The book mentioned is:

Crying Wolf: Hate Crime Hoaxes in America
Laird Wilcox (1994)
http://www.amazon.co.uk/exec/obidos/ASIN/0922915180/
 
Re: The Boy Who Cried Wolf Effect

Emperor said:
In one study, published in the Personality and Social Psychology Bulletin, O’Sullivan found people will more readily believe even outrageous lies when the deceiver is familiar, outgoing and outwardly happy.

http://www.psychologytoday.com/htdocs/prod/PTOArticle/pto-20040825-000003.asp

The paper is:
O’Sullivan, M. (2003) The fundamental attribution error in detecting deceit: The boy-who-cried-
wolf effect.. Personality and Social Psychology Bulletin. 29 (10). 1316 - 27.
http://www.sagepub.com/journalIssue.aspx?pid=65&jiid=80659

abstract


Most people are unable to detect accurately when others are lying. Many explanations for this inability have been suggested but the cognitive heuristics involved in lie detection have received little attention. The present study offers evidence from two experiments, based on two different groups of observers, judging two different kinds of lies, presented in two different testing situations, that the fundamental attribution error significantly undermines the ability to detect honesty and deception accurately. Trait judgments of trustworthiness were highly correlated with state judgments of truthfulness, leading, as predicted, to positive correlations with honest detection accuracy and negative correlations with deception detection accuracy. More accurate lie detectors were significantly more likely than less accurate lie detectors to separate state and trait judgments of honesty. The effect of other biases, such as the halo effect and the truthfulness bias, also are examined. Implications for future research and practice are discussed.


keyword(s)
deception, social cognition, judgment errors, heuristics, accuracy,

Homepage:
http://artsci.usfca.edu/servlet/ShowEmployee?empID=264

Bio (PDF):
http://www.ets.org/research/dload/ei-conference/O'Sullivan.pdf
 
Shot policeman suspected of faking attack
By Jason Bennetto, Crime Correspondent
08 October 2004

A policeman awarded a commendation for bravery has been arrested on suspicion that he deliberately shot himself in the stomach to fake an attack.

An attempted murder inquiry costing hundreds of thousands of pounds was launched after PC William Morrison, 50, was wounded in an apparent attack in north London in December 2002. But the officer, since promoted to sergeant, became the focus of the inquiry after the investigating officers became suspicious of his story.

Sgt Morrison was being questioned yesterday at a police station in north London after being arrested and charged with firearms offences and attempting to pervert the course of justice.
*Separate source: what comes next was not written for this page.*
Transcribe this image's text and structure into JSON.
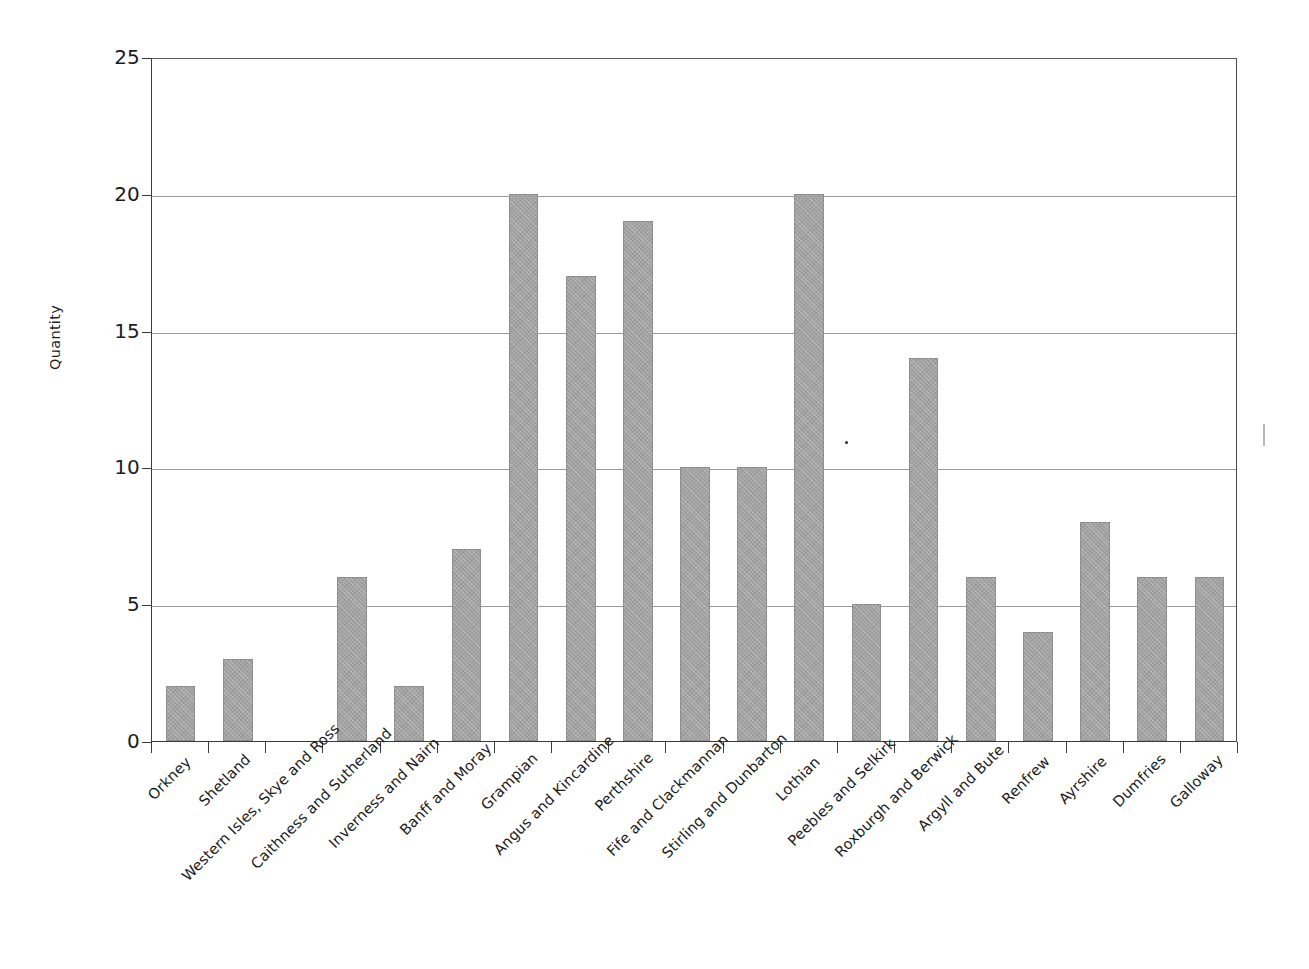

The officer, who works in Islington, was a probationer PC at the time of the shooting.

[...]

Glen Smyth, chairman of the Police Federation's Met branch, said then: "It is a unique set of circumstances to be seriously injured twice in the line of duty in such a short time." But investigating officers from the Specialist Crime Directorate, who deal with firearms incidents, were suspicious of PC Morrison's story. Despite a lengthy inquiry and several public appeals no one has been arrested for the shooting.
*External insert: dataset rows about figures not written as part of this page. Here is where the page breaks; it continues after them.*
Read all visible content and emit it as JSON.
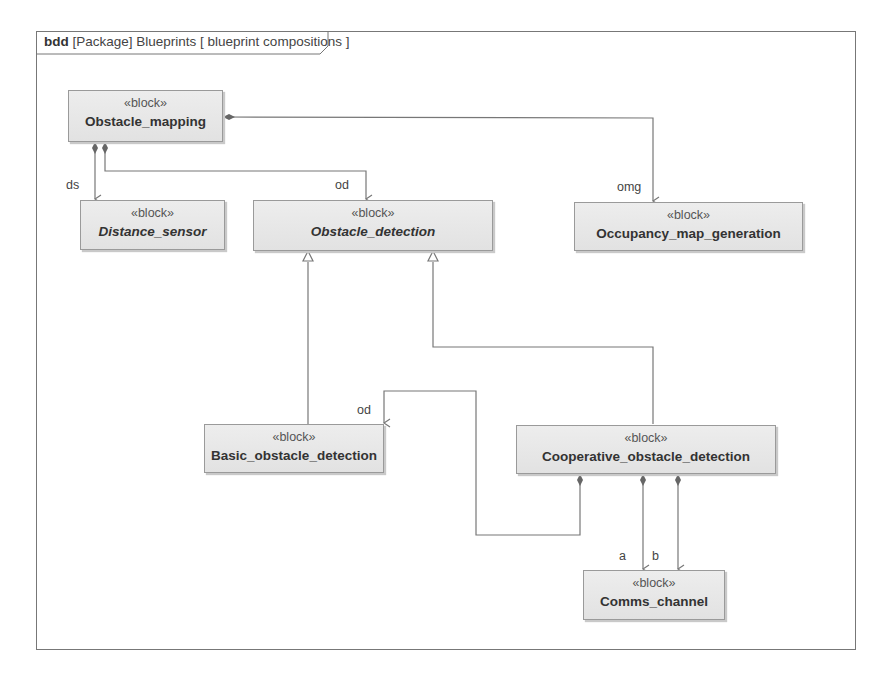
{
  "frame": {
    "kind": "bdd",
    "title": "[Package] Blueprints [ blueprint compositions ]"
  },
  "blocks": [
    {
      "id": "obstacle_mapping",
      "stereotype": "«block»",
      "name": "Obstacle_mapping",
      "abstract": false
    },
    {
      "id": "distance_sensor",
      "stereotype": "«block»",
      "name": "Distance_sensor",
      "abstract": true
    },
    {
      "id": "obstacle_detection",
      "stereotype": "«block»",
      "name": "Obstacle_detection",
      "abstract": true
    },
    {
      "id": "occupancy_map_generation",
      "stereotype": "«block»",
      "name": "Occupancy_map_generation",
      "abstract": false
    },
    {
      "id": "basic_obstacle_detection",
      "stereotype": "«block»",
      "name": "Basic_obstacle_detection",
      "abstract": false
    },
    {
      "id": "cooperative_obstacle_detection",
      "stereotype": "«block»",
      "name": "Cooperative_obstacle_detection",
      "abstract": false
    },
    {
      "id": "comms_channel",
      "stereotype": "«block»",
      "name": "Comms_channel",
      "abstract": false
    }
  ],
  "relations": [
    {
      "type": "composition",
      "from": "Obstacle_mapping",
      "to": "Distance_sensor",
      "role": "ds"
    },
    {
      "type": "composition",
      "from": "Obstacle_mapping",
      "to": "Obstacle_detection",
      "role": "od"
    },
    {
      "type": "composition",
      "from": "Obstacle_mapping",
      "to": "Occupancy_map_generation",
      "role": "omg"
    },
    {
      "type": "generalization",
      "from": "Basic_obstacle_detection",
      "to": "Obstacle_detection"
    },
    {
      "type": "generalization",
      "from": "Cooperative_obstacle_detection",
      "to": "Obstacle_detection"
    },
    {
      "type": "composition",
      "from": "Cooperative_obstacle_detection",
      "to": "Basic_obstacle_detection",
      "role": "od"
    },
    {
      "type": "composition",
      "from": "Cooperative_obstacle_detection",
      "to": "Comms_channel",
      "role": "a"
    },
    {
      "type": "composition",
      "from": "Cooperative_obstacle_detection",
      "to": "Comms_channel",
      "role": "b"
    }
  ],
  "roles": {
    "ds": "ds",
    "od_top": "od",
    "omg": "omg",
    "od_basic": "od",
    "a": "a",
    "b": "b"
  },
  "colors": {
    "block_fill": "#e6e6e6",
    "block_border": "#9a9a9a",
    "line": "#777777"
  }
}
Several months ago the investigating officers turned their attention to their colleague and a covert inquiry was set up. Some of the Met's most senior officers were kept informed of the progress of the case because of the extreme sensitivity of investigating a officer in such circumstances.

Sgt Morrison was arrested at his home in Tottenham, north London, on Tuesday. A police source said yesterday: "This is one of the most bizarre cases I have come across in my career."